One channel beats five: the case for going narrow first
Spreading across every channel feels productive and ships nothing. Why your first GTM motion should be a single, scored bet.
Every early-stage team I've worked with has, at some point, run a version of the same week: a LinkedIn post on Monday, a cold email batch on Tuesday, a podcast pitch on Wednesday, an SEO blog post on Thursday, and a paid ad experiment on Friday. By the end of the week, everything moved a little — and nothing moved enough to learn from.
This is the spread-thin trap, and it's one of the most common (and most forgivable) mistakes early teams make. It feels like progress. It is usually the opposite.
Why spreading thin feels productive
Doing five things gives you five chances to feel like something is "working." But with limited time and budget, five half-effort channels each get roughly a fifth of the attention they need to actually prove or disprove anything. You end up with five inconclusive experiments instead of one conclusive one.
Score your candidates before you pick
Before committing to a channel, score each candidate against your beachhead segment (see "Everyone" is not a customer if you haven't picked one yet) on three dimensions:
- Reach — can you actually get in front of a meaningful number of this segment through this channel?
- Cost to test — how much time and money to get a real signal, not just a vanity metric?
- Speed of signal — how quickly will you know if it's working?
The highest-scoring channel is your bet for the next four to six weeks. Everything else gets parked, not abandoned — you can come back to it once the first channel is proven or disproven.
What "properly" looks like
Going narrow doesn't mean doing less work. It means concentrating the same amount of work into one motion until you have a real answer:
- A defined weekly volume (e.g., 50 outbound conversations, not "some outbound")
- A consistent message, so you're testing the channel — not five different messages at once
- A clear success threshold decided before you start, so you're not tempted to move the goalposts
When to add a second channel
Add a second channel only once your first one is producing a repeatable, predictable result — not before. At that point, you're not "spreading thin," you're scaling something that already works, and you can apply the same scoring exercise to pick what's next.
Where to start this week
List every channel you've considered, score the top five against reach, cost to test, and speed of signal, and commit to the highest scorer for the next month. Everything else waits.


WHAT YOU WILL DO – Produce a verbatim copy of the records, and keep the images out of it.

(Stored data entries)

---+---

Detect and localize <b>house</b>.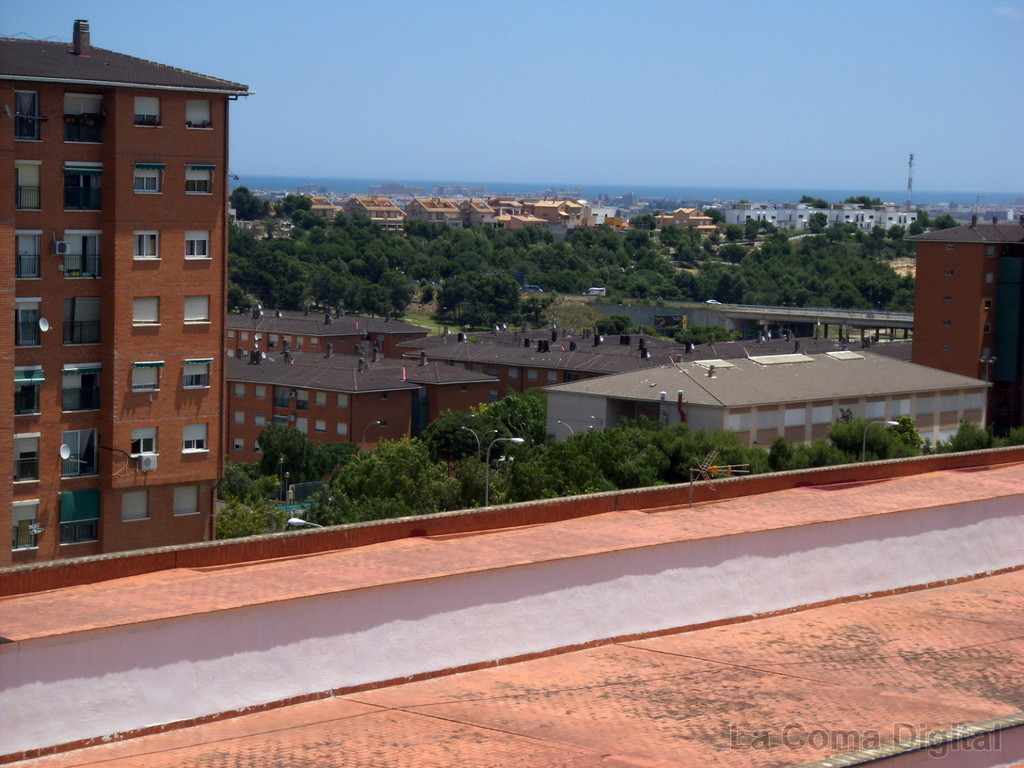
Localized at BBox(235, 297, 429, 363).
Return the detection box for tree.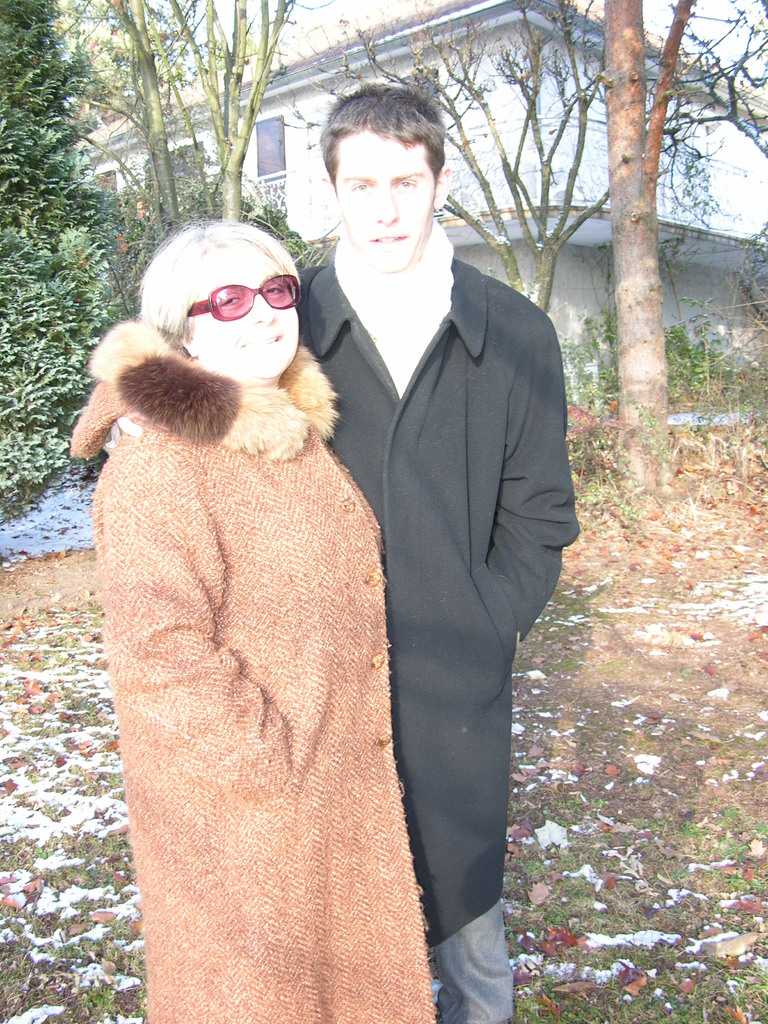
(596, 1, 701, 508).
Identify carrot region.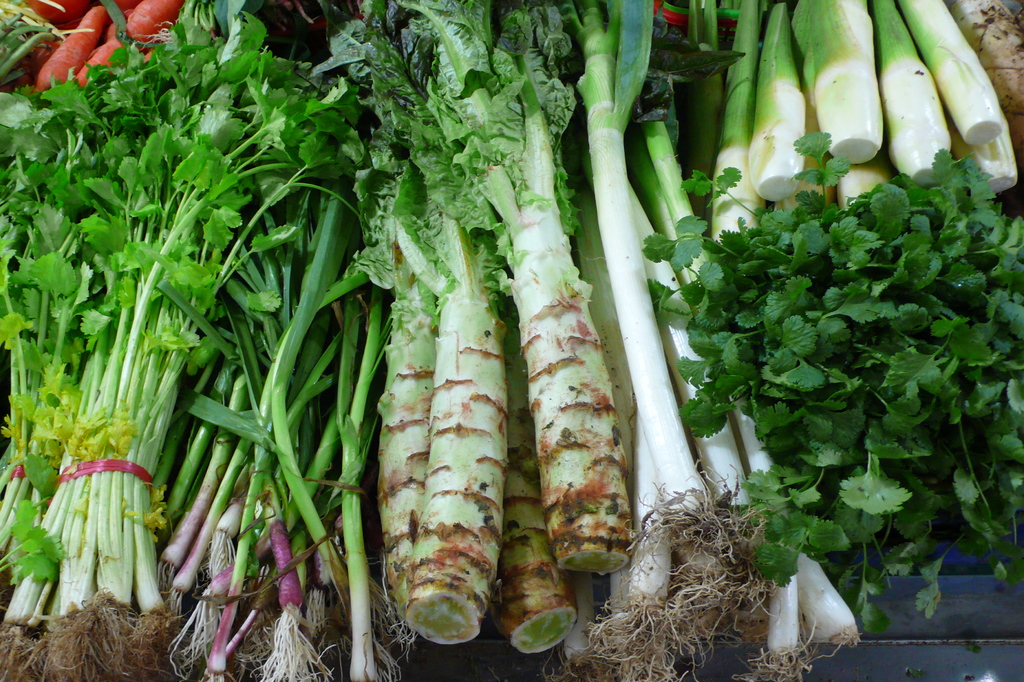
Region: (x1=72, y1=0, x2=195, y2=93).
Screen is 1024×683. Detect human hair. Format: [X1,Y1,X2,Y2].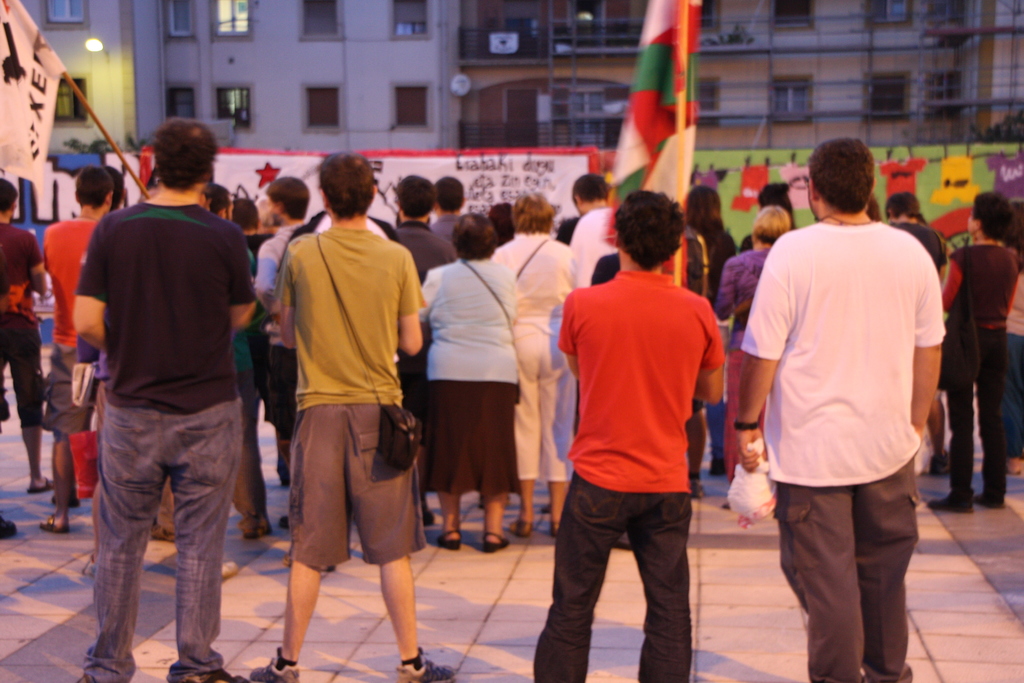
[0,178,18,219].
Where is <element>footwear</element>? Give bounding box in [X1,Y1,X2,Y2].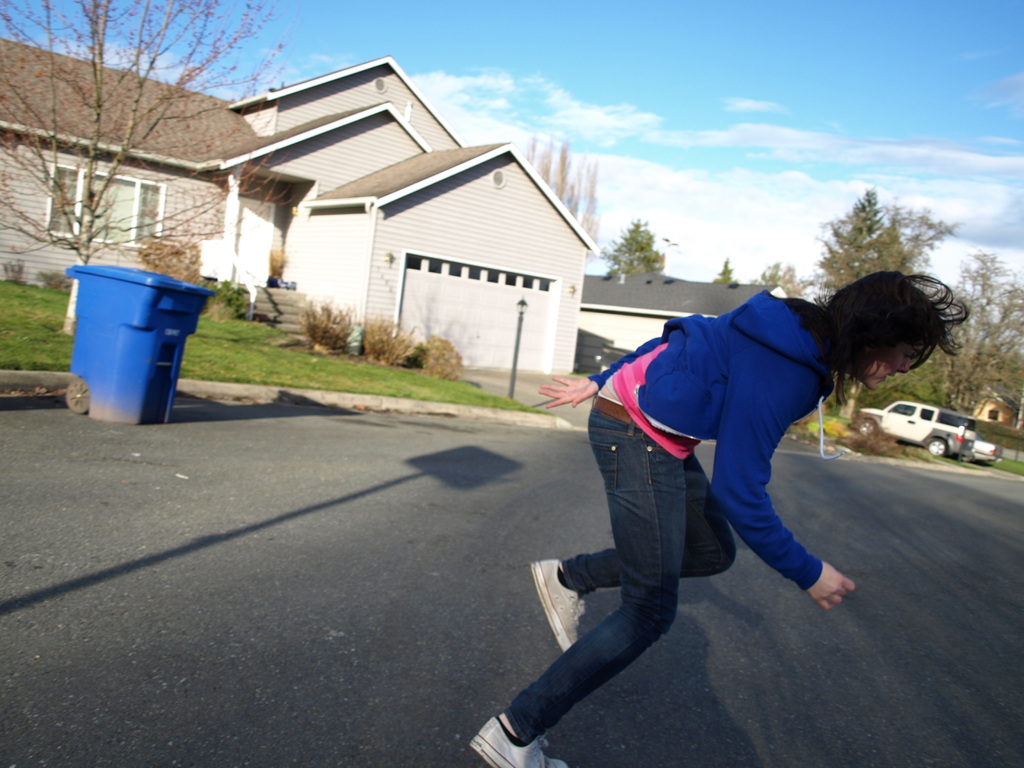
[472,716,571,767].
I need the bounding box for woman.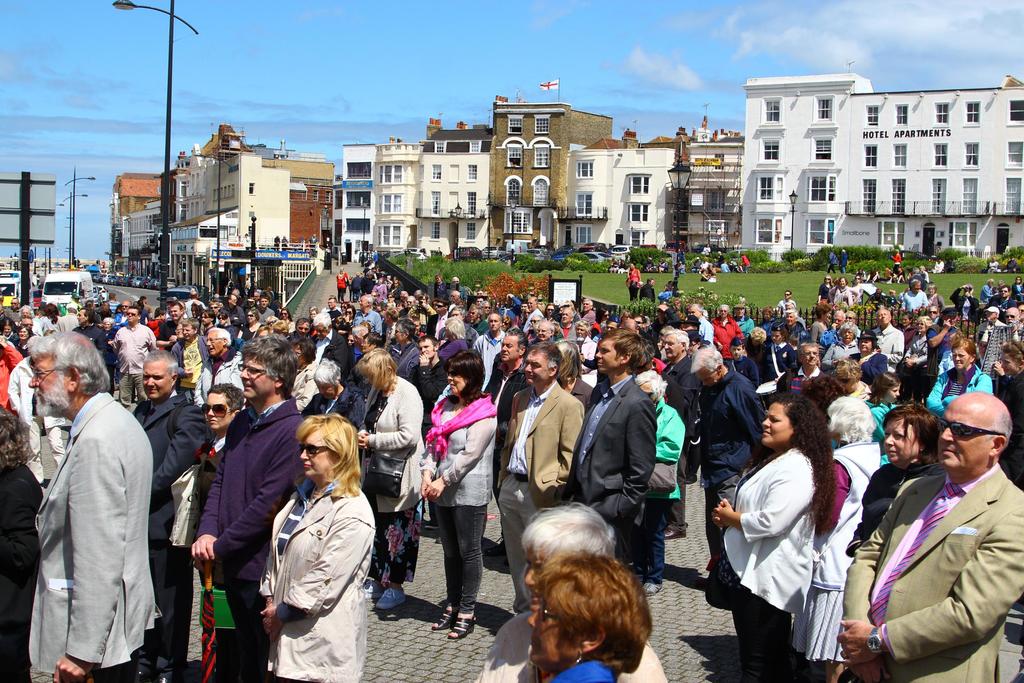
Here it is: (x1=420, y1=347, x2=499, y2=639).
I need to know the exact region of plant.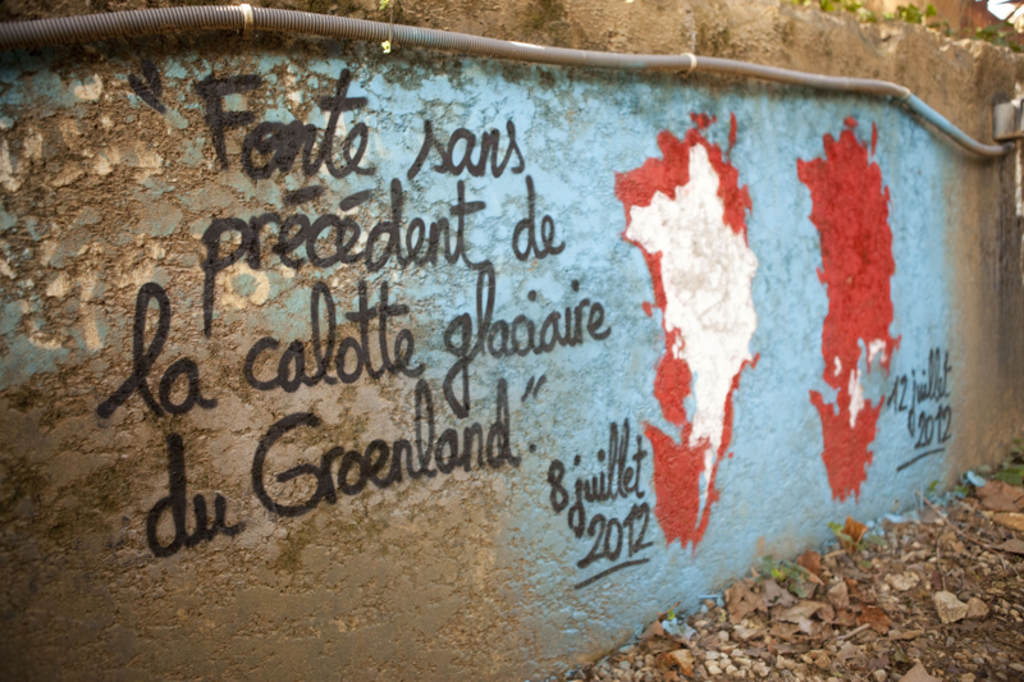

---+---

RESPONSE AREA –
Detect and localize <b>house</b>.
Localized at BBox(235, 297, 429, 363).
Return the detection box for tree.
(596, 1, 701, 508).
Identify carrot region.
Region: (x1=72, y1=0, x2=195, y2=93).
Screen is 1024×683. Detect human hair. Format: [X1,Y1,X2,Y2].
[0,178,18,219].
Where is <element>footwear</element>? Give bounding box in [X1,Y1,X2,Y2].
[472,716,571,767].
I need the bounding box for woman.
Here it is: (x1=420, y1=347, x2=499, y2=639).
I need to know the exact region of plant.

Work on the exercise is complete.